A phenomenological view of the behavioural tourism research literature
International Journal of Culture Tourism and Hospitality Research
Purpose ‐ This paper aims to discuss a framework in which the behavioural tourism and leisure literature is organised. It seeks to demonstrate the practical use of Gnoth's Tourism Experience Model (TEM), and provide future directions in holiday tourism research. Design/methodology/approach ‐ The paper takes a phenomenological approach to tourists' experiencing as a critical and productive tool for tourism development. The literature reviewed is structured through the four modes of experiencing outlined in the TEM: experience as pure pleasure, as re-discovery, as existentially authentic exploration, and as knowledge seeking. Findings ‐ The TEM provides a model for all potential experiencing, that is, it models the boundaries of what experiencing could be throughout the tourist journey. The discussion of the literature also shows that, in many occasions, different experiential stages, states and modes of feeling await far more detailed research. Originality/value ‐ The paper h...
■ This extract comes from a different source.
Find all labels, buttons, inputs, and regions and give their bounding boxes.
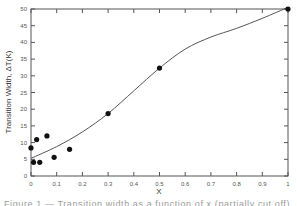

CHALLENGES AND DILEMMAS OF TOURISM STUDIES FOR THE 21ST CENTURY
The sense of physical movement has changed forever. To put this in slightly other terms, dark tourism isolates and replaces the tourists in the virtuality of cyber-space. This begs a more than interesting point: we live in a world where tourists do not travel anymore. This happens because the experience has certainly replaced the physical movement as the key element that molds tourism (Kaelber, 2007). This and other interesting connotations are placed under critical scrutiny in the present chapter. The importance these types of new tourism have received in the Academy is directly proportional to the changes the industry is facing. Still further, the question of whether doom-tourism consists in moving to sites or destinations which are in the bias of disappearance, suggests two important assumptions. On one hand, this industrial world Urry mentioned has been changed by a decentralized and chaotic form of production and accumulation. On another hand, the process of deindustrialization, adjoined to the rise of individualism, is creating a form of consumptions that are unique, special, and cannot be repeated in any way. This is consistent to what Yves Michaud dubbed as “new luxury”, which means the replication of patterns that, far from being communicated to others – as the classic travel stories – are tended to reinforce pleasure-maximization and egocentrism (Michaud, 2013).